Review of Kate Walters’ work – in Galleries magazine

November 2008.
‘Artists are advised to paint what they know, but brave ones like Kate Walters explore the unknown. The watercolour drawings in her latest solo show ‘Seeing the Shadow’ (Goldfish to 21 November) – a response to the recent loss of a friend – touch on the mysteries of life and death. Drawings such as Looking to Be Born and Old Age view the journey from opposite ends, but in both the fragile figures hand from cords as if suspended in amniotic fluid.

In her earlier, more linear drawings Walters used watercolour as one of an experimental mix of media; here she uses it alone and in a single colour, red. For Walters, as for Bacon, red best expressed human warmth and intimacy, also danger. Watercolour, meanwhile, heightens the impression of images begotten and not made. But although in the surrealist tradition, Walters’s drawings are far from automatic. The flow of colour is carefully controlled – even the drips are structural, contributing the perpendicular cords from which figures hang or the Giacometti like armatures on which others are supported. Horizontal and vertical drips occasionally cross, suggesting a Mondrian grid or forming a crucifix. In Figure Exposed, a female figure seems to hang from a cross: In Trauer two figures lift another, enveloped in cloud, off a crossbar – it could be a deposition or a resurrection.

Walters’s imagery walks the line between pain and hope. The wing shapes that recur in several drawings incline us towards the latter, but are they really wings? In Girl with clouds or shields, apparently not. It’s this sense of trembling on the brink of transformation that lends Walter’s shadowy forms psychological substance. Besides them, Tracey Emin’s drawings look like idle scratching, while Marlene Dumas’s bravura watercolours look slick.’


_Instructions for the task_
Determine the count of lines in the following entries that contain the string "resolution". Write only the number.

Data extracted from a collection

☆ ☆ ☆ ☆ ☆

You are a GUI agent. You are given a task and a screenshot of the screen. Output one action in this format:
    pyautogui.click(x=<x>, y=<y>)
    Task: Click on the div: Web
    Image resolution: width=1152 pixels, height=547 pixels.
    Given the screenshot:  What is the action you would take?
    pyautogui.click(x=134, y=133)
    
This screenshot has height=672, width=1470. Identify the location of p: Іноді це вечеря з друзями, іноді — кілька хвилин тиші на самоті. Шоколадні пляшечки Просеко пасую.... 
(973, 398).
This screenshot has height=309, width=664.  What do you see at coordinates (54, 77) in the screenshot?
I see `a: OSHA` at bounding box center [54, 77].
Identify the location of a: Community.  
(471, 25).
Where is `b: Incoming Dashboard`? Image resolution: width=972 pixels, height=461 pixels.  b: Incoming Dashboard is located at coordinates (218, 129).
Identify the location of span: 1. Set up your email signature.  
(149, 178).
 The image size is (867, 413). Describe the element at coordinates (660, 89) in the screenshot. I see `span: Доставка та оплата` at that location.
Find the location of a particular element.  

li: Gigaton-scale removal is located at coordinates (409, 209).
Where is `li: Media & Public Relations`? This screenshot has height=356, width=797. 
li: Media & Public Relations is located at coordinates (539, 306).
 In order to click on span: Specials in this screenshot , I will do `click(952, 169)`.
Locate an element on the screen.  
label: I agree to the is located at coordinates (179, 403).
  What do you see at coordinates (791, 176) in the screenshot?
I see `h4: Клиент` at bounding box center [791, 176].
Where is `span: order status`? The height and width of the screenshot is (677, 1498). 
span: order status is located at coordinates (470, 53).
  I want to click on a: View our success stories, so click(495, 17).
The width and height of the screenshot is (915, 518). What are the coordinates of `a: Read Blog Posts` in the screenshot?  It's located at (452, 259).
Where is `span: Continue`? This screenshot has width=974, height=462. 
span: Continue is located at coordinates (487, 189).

☆ ☆ ☆ ☆ ☆

_Reply to the task_
2